The Artist's Perspective - Art Career

In about six months I will have been selling my paintings for thirty years. Most days I only think about the present and future of things, but other days I ponder the past and what makes up a long career. Not just one as an artist, but in doing anything.
Looking back at this span of time, I’ve of course painted a lot, but as a real thinker of what makes things tick, I think about how the world has constantly changed around me. Look at it this way. During my first year there was essentially no internet or even email. Fax machines were all the craze and starting to become affordable. There were only laser printers, no ink jets. My wife Linda, used a ledger for doing her bookwork. The first computer she had for her gallery back then, Leesburg Gallery of Art, was a brand new Macintosh which was given to her Mother has a promotional gift by her bank for, I suspect, opening a somewhat fat savings account. It was the first generation Mac made.
Not so long after getting started, I experienced my first recession as an artist in1989. I had already experienced two previous ones in my working life thus far, but as an artist I would encounter a total of three more, including the big one from 2007 to 2009. It’s the one that people still talk about and some are still recovering. Based on experience, we’re due by the way. But there was also other disruptions, like war. The United States has been in 13 conflicts around the world since the late 80’s and we’ve had Mad Cow outbreaks, brutal storms, and three government shutdowns, with the possibility of a forth one looming over us. Then there was also the tragic day of September 11th. The point of this, is that one must keep on keeping on.
Progress in that time has brought us the internet or the world wide web as they called it. It has given us iPods, smartphones and digital cameras. Funny, I became a photographer in the mid 70’s and with film, I could have pretty much kept going with the same camera for decades. With the invention and eventual miniaturization digital cameras, I’ve bought no less than a dozen of them trying to keep up with increasing quality, only to find out most of us just need our phone’s built in camera, and video camera, notebook, calendar, voice recorder and computer!
When I started this career, your phone had a cord and if you were lucky, a long one at that, and your television was in one of two places, on a stand or in an armoire. Today people are giving up land lines and you have a hard time giving away a armoire! The Salvation Army won’t even take them! I can remember the first flat screen television I saw. It was priced at $13,000. and it sat on a stand. Today they’re much bigger, 1/5th the price, and they mount on the wall, usually right where art would go. Go figure.
In my career though, Linda and I have owned two gratifying art galleries, directed another very large corporate gallery which was an awesome experience. We worked for the largest fine art publisher [in its day] and I was exposed as an artist to a grand amount of talent and shows across the country. I’ve done over 40 one man shows myself and more group shows than I could possibly count. Each was a wonderful progression of the next, with artistic growth and meeting new art enthusiasts over the years. I’ve also had my paintings go all over the United States and to several countries abroad. It’s been one step after another, having faith in my decision to live an artful life. A life of creativity, being inspired and hopefully inspiring others along the way.
I can remember having an investment guy who asked me, when do you want to retire? Retire? I said, I do what people do when they retire!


What you are asked to do:
Please make sure what you return matches the listing below exactly, minus its pictures.

Input data:
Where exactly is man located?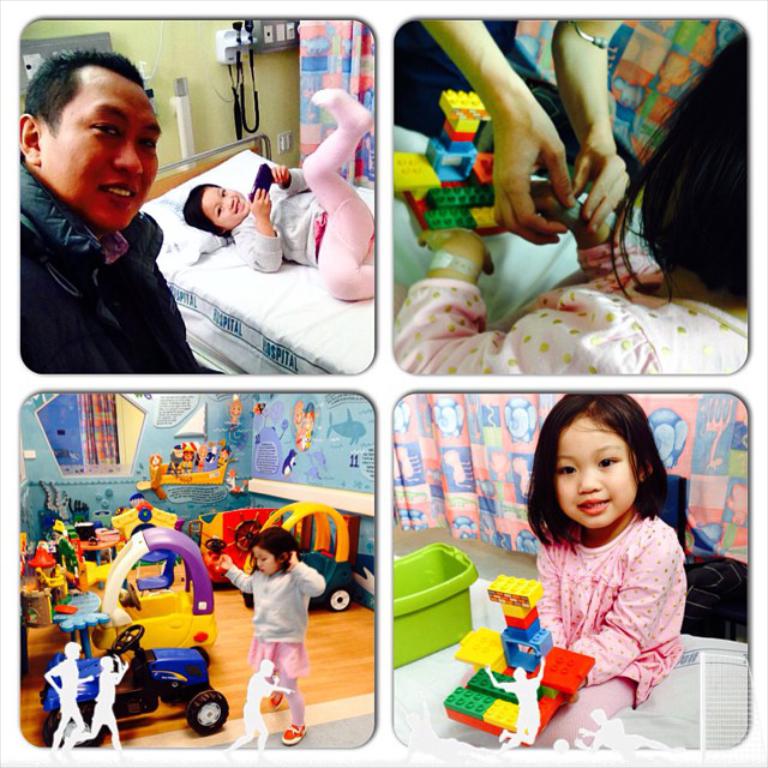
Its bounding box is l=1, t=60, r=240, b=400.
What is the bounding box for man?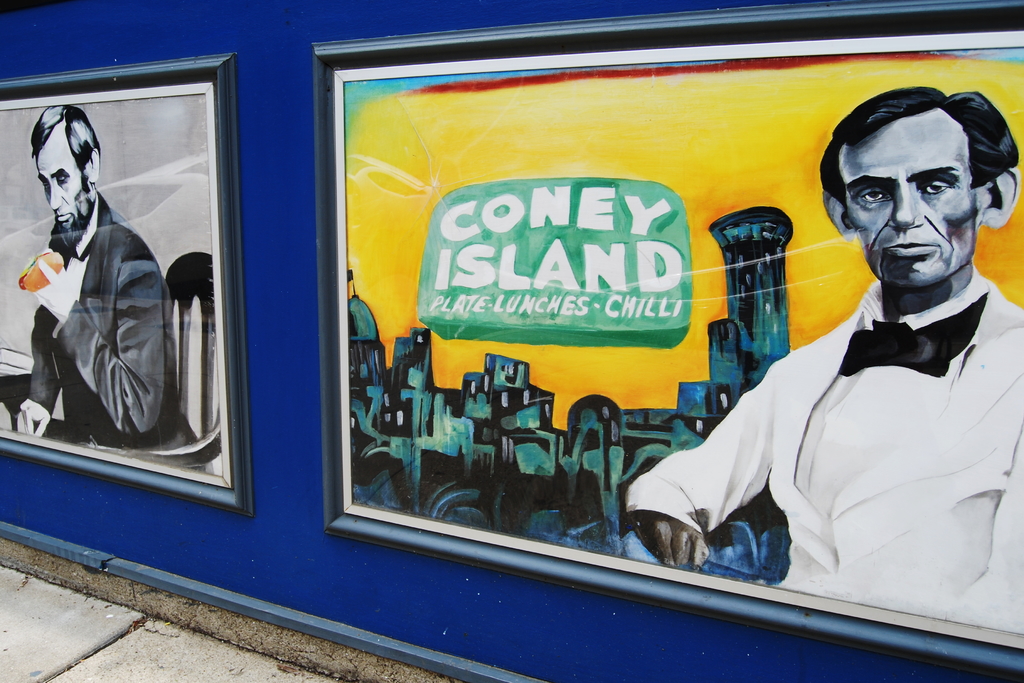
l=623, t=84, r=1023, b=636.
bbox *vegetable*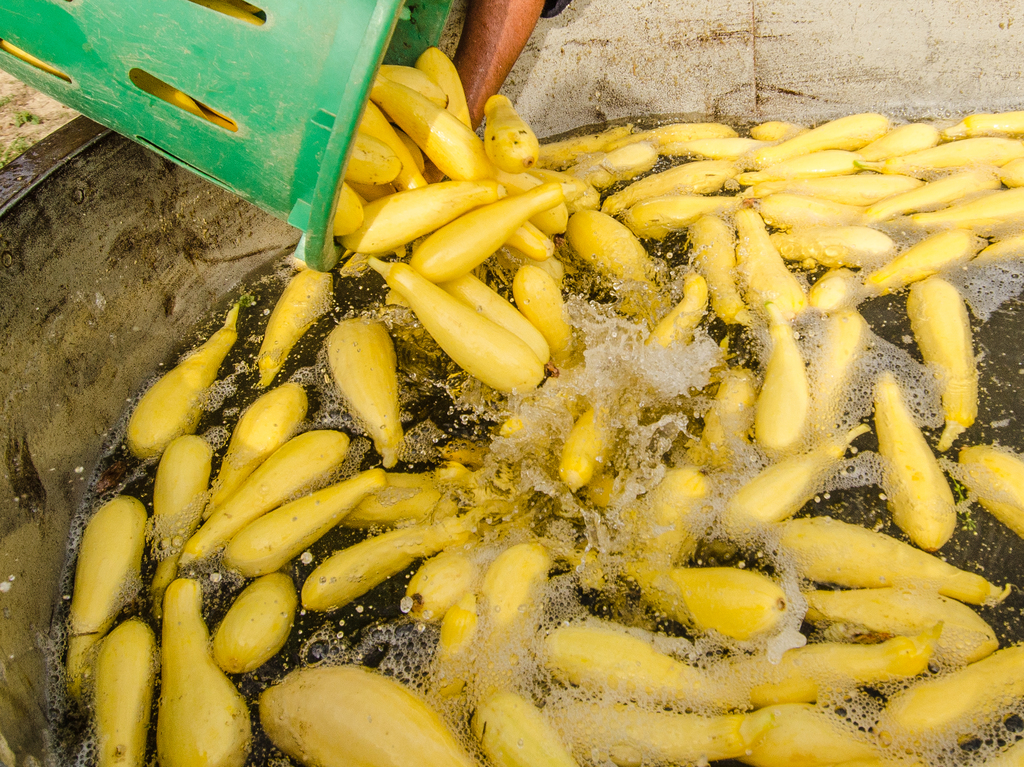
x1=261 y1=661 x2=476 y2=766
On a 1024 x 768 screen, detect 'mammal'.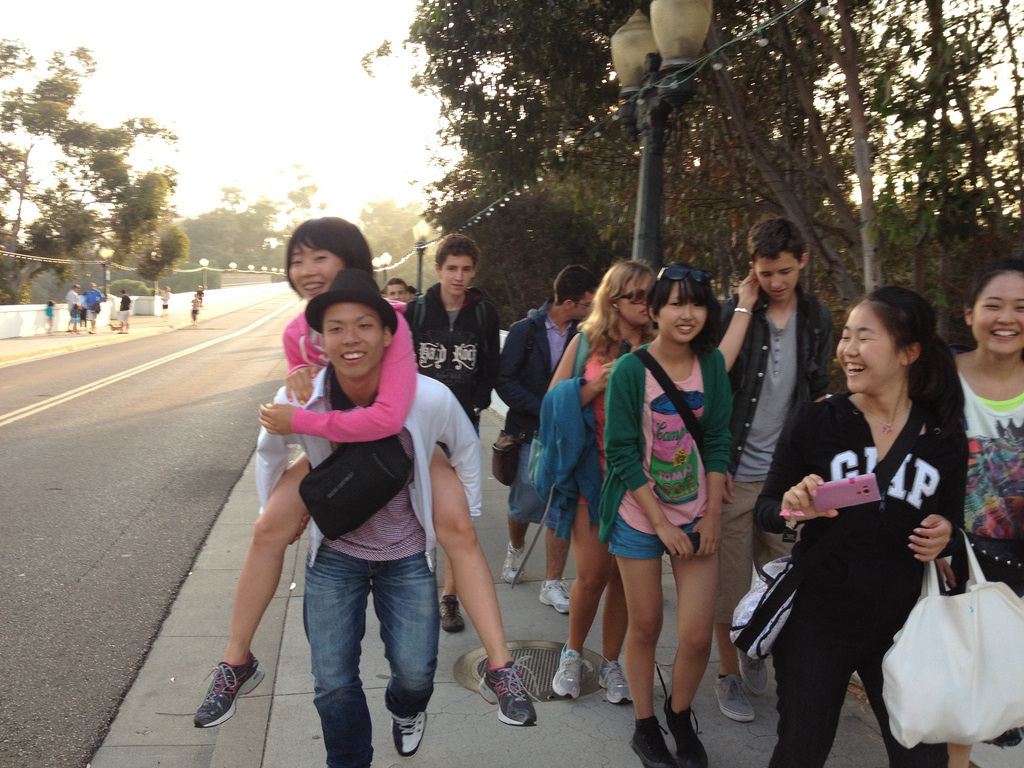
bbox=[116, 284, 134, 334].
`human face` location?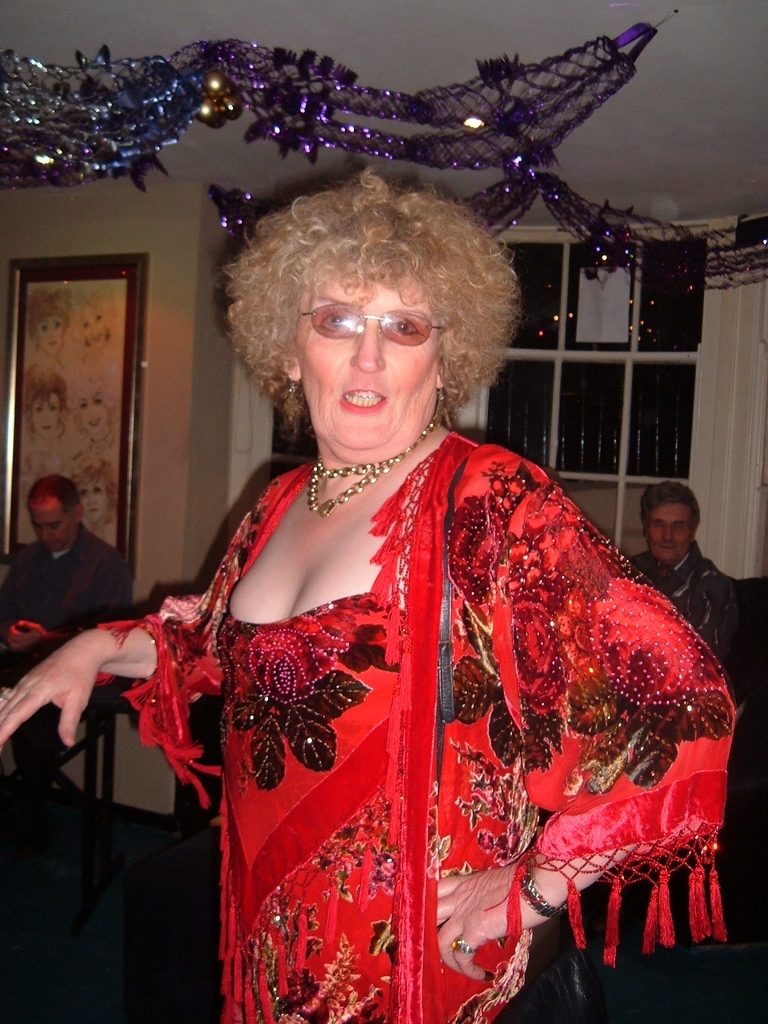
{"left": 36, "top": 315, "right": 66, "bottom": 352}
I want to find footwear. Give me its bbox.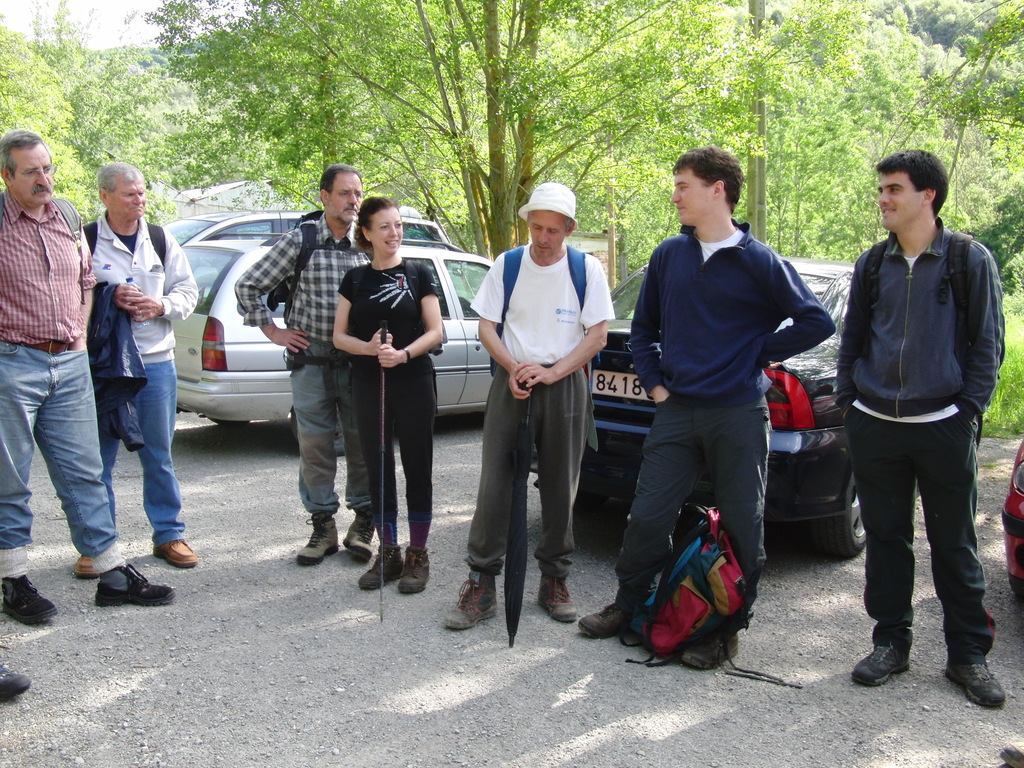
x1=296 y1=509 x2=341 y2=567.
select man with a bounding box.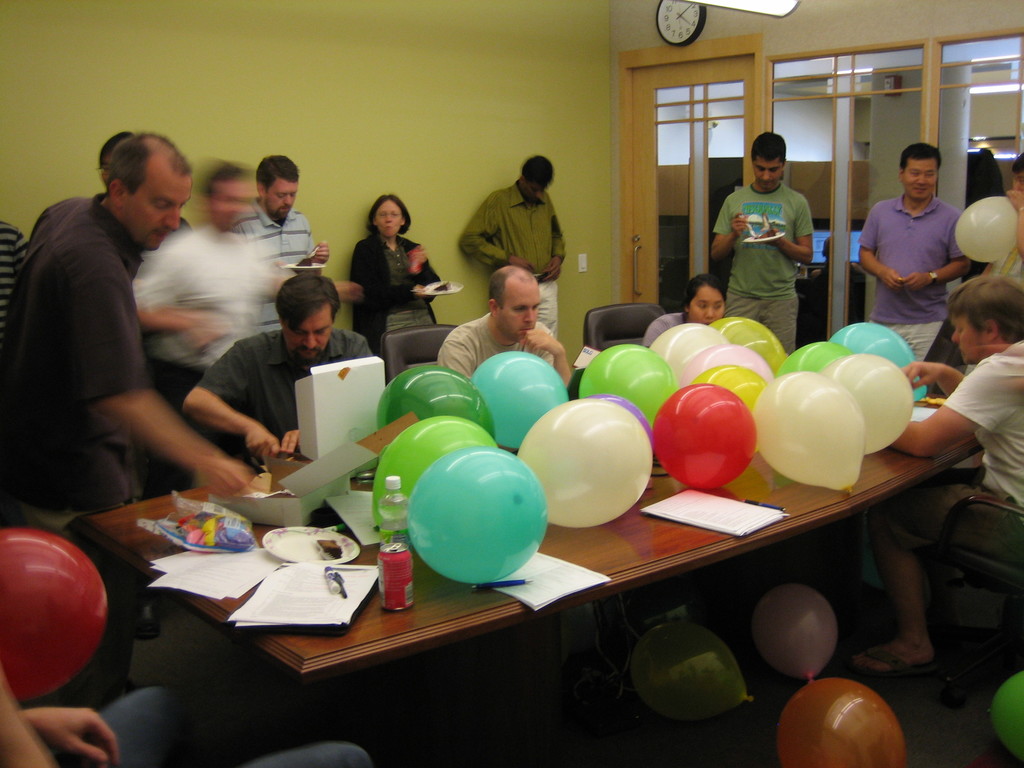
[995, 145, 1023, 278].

Finished exercise:
Where exactly is man located?
Its bounding box is l=1, t=60, r=240, b=400.
What is the bounding box for man?
l=623, t=84, r=1023, b=636.
bbox *vegetable*
x1=261 y1=661 x2=476 y2=766
On a 1024 x 768 screen, detect 'mammal'.
bbox=[116, 284, 134, 334].
`human face` location?
{"left": 36, "top": 315, "right": 66, "bottom": 352}
I want to find footwear. Give me its bbox.
x1=296 y1=509 x2=341 y2=567.
select man with a bounding box.
[995, 145, 1023, 278].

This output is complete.